Christian churches (whether Anabaptist, Reformed, Evangelical or Catholic) that directly confront the disaster of American imperialist white-supremacist capitalist patriarchy with creative & constructive laboratories of separation-of-church-and-state, nonviolence, revolutionary subordination & simple living will not be large & culturally powerful. They will, however, be islands of refuge in a sea of Empire. They will be holdouts of hope, continuing to participate with what the very best of the Anabaptist Christian tradition has consistently practiced.

The Anabaptist distinctives will expose the myth of a Christian nation, emphasizing a radical discipleship movement that is voluntary & challenging, always placing value on the freedom to obey God without state help or hindrance (separation-of-church-and-state). It will seek truth through dialogue, opening the floor to all voices. Peace will be a series of processes and practices, dedicated to the dignity of everyone (nonviolence). It will participate with all people of faith and conscience in imaginative experiments of social justice (revolutionary subordination). Lastly, participants in this movement will have no need to defend our economic privilege, placing us into a legitimate position to actively advocate for policies that benefit our neighbors, foreign and domestic (simple living).

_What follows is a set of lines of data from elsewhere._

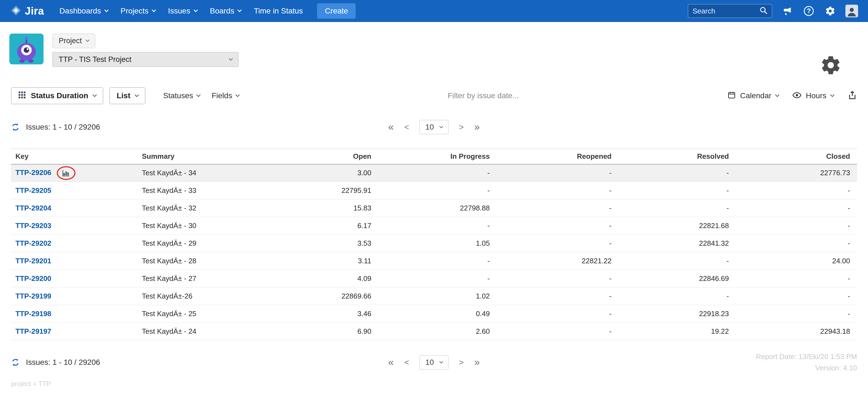 The width and height of the screenshot is (868, 405). I want to click on report-type-dropdown: Status Duration, so click(57, 96).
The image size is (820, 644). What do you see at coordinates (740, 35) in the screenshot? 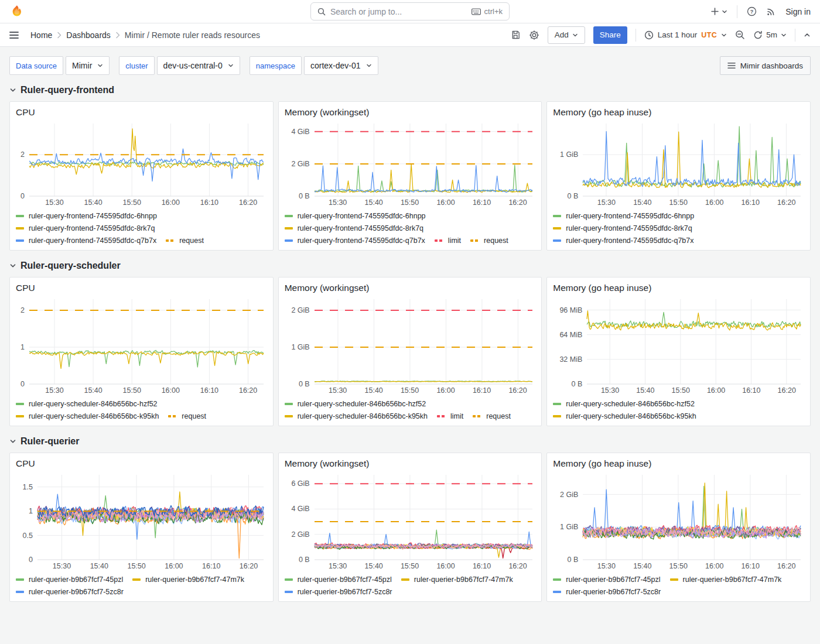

People of fervent faith and critical consciousness hold out hope that the intentionality of radical discipleship communities will intersect with the intuition of the Millennial generation. In the coming decade, the youthful and energetic will come to know, more and more, that indifference or ignorance or cynicism towards the crisis of imperialist white-supremacist capitalist patriarchy is unsustainable, destructive, unloving & unChristian. No doubt, this work will be challenging. But there are model faith communities dotted all over North America that have been heavenly laboratories experimenting in hellish circumstances for decades. Let’s follow their lead and do this together.